Читаем The Adventures of Sally полностью

The young man stopped, and shuffled uncomfortably. The morning's happenings were obviously still green in his memory. He had either not ceased blushing since their last meeting or he was celebrating their reunion by beginning to blush again: for his face was a familiar scarlet.

"Er—good evening," he said, disentangling his feet, which, in the embarrassment of the moment, had somehow got coiled up together.

"Or bon soir, I suppose you would say," murmured Sally.

The young man acknowledged receipt of this thrust by dropping his hat and tripping over it as he stooped to pick it up.

Jules, meanwhile, who had been navigating in a sort of somnambulistic trance in the neighbourhood of the lift, now threw back the cage with a rattle.

"It's a shame to have woken you up," said Sally, commiseratingly, stepping in.

Jules did not reply, for the excellent reason that he had not been woken up. Constant practice enabled him to do this sort of work without breaking his slumber. His brain, if you could call it that, was working automatically. He had shut up the gate with a clang and was tugging sluggishly at the correct rope, so that the lift was going slowly up instead of retiring down into the basement, but he was not awake.

Sally and the red-haired young man sat side by side on the small seat, watching their conductor's efforts. After the first spurt, conversation had languished. Sally had nothing of immediate interest to say, and her companion seemed to be one of these strong, silent men you read about. Only a slight snore from Jules broke the silence.

At the third floor Sally leaned forward and prodded Jules in the lower ribs. All through her stay at Roville, she had found in dealing with the native population that actions spoke louder than words. If she wanted anything in a restaurant or at a shop, she pointed; and, when she wished the lift to stop, she prodded the man in charge. It was a system worth a dozen French conversation books.

Jules brought the machine to a halt: and it was at this point that he should have done the one thing connected with his professional activities which he did really well—the opening, to wit, of the iron cage. There are ways of doing this. Jules' was the right way. He was accustomed to do it with a flourish, and generally remarked "V'la!" in a modest but self-congratulatory voice as though he would have liked to see another man who could have put through a job like that. Jules' opinion was that he might not be much to look at, but that he could open a lift door.

To-night, however, it seemed as if even this not very exacting feat was beyond his powers. Instead of inserting his key in the lock, he stood staring in an attitude of frozen horror. He was a man who took most things in life pretty seriously, and whatever was the little difficulty just now seemed to have broken him all up.

"There appears," said Sally, turning to her companion, "to be a hitch. Would you mind asking what's the matter? I don't know any French myself except 'oo la la!'"

The young man, thus appealed to, nerved himself to the task. He eyed the melancholy Jules doubtfully, and coughed in a strangled sort of way.

"Oh, esker... esker vous..."

"Don't weaken," said Sally. "I think you've got him going."

"Esker vous... Pourquoi vous ne... I mean ne vous... that is to say, quel est le raison..."

He broke off here, because at this point Jules began to explain. He explained very rapidly and at considerable length. The fact that neither of his hearers understood a word of what he was saying appeared not to have impressed itself upon him. Or, if he gave a thought to it, he dismissed the objection as trifling. He wanted to explain, and he explained. Words rushed from him like water from a geyser. Sounds which you felt you would have been able to put a meaning to if he had detached them from the main body and repeated them slowly, went swirling down the stream and were lost for ever.

"Stop him!" said Sally firmly.

The red-haired young man looked as a native of Johnstown might have looked on being requested to stop that city's celebrated flood.

"Stop him?"

"Yes. Blow a whistle or something."

Out of the depths of the young man's memory there swam to the surface a single word—a word which he must have heard somewhere or read somewhere: a legacy, perhaps, from long-vanished school-days.

"Zut!" he barked, and instantaneously Jules turned himself off at the main. There was a moment of dazed silence, such as might occur in a boiler-factory if the works suddenly shut down.

"Quick! Now you've got him!" cried Sally. "Ask him what he's talking about—if he knows, which I doubt—and tell him to speak slowly. Then we shall get somewhere."

The young man nodded intelligently. The advice was good.

"Lentement," he said. "Parlez lentement. Pas si—you know what I mean—pas si dashed vite!"

"Ah-a-ah!" cried Jules, catching the idea on the fly. "Lentement. Ah, oui, lentement."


## Problem to work on
What lines of the data include the string "Image"? Copy them all.

*** Records shown Section Begins ***

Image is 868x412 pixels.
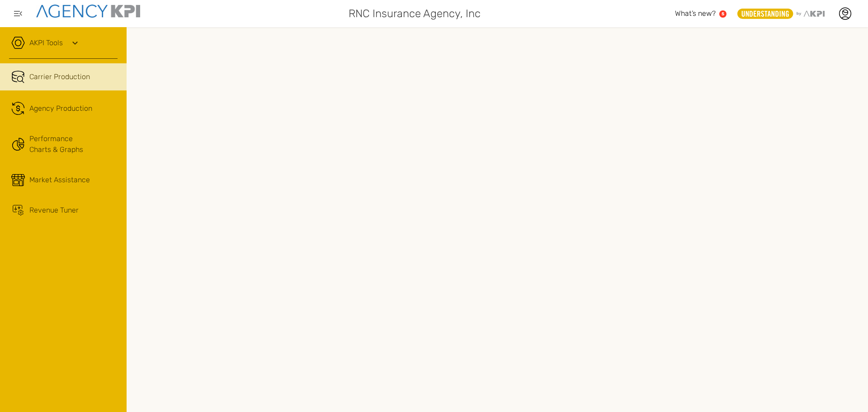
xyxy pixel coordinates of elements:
[29,71,90,82] span: Carrier Production
[29,205,79,216] span: Revenue Tuner
[719,11,727,17] a: 5
[722,12,724,17] text: 5
[37,4,140,17] img: agencykpi-logo-550x69-2d9e3fa8.png
[675,9,716,17] span: What’s new?
[29,103,92,114] span: Agency Production
[29,174,90,185] span: Market Assistance
[29,37,63,48] a: AKPI Tools
[349,6,480,22] span: RNC Insurance Agency, Inc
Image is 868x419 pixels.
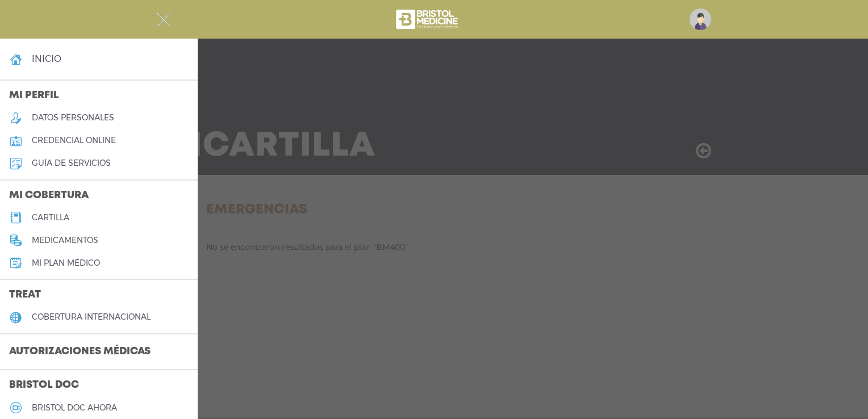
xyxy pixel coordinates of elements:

*** Records shown Section Ends ***

## Solution for this exercise
Image is 868x412 pixels.
Image is 868x419 pixels.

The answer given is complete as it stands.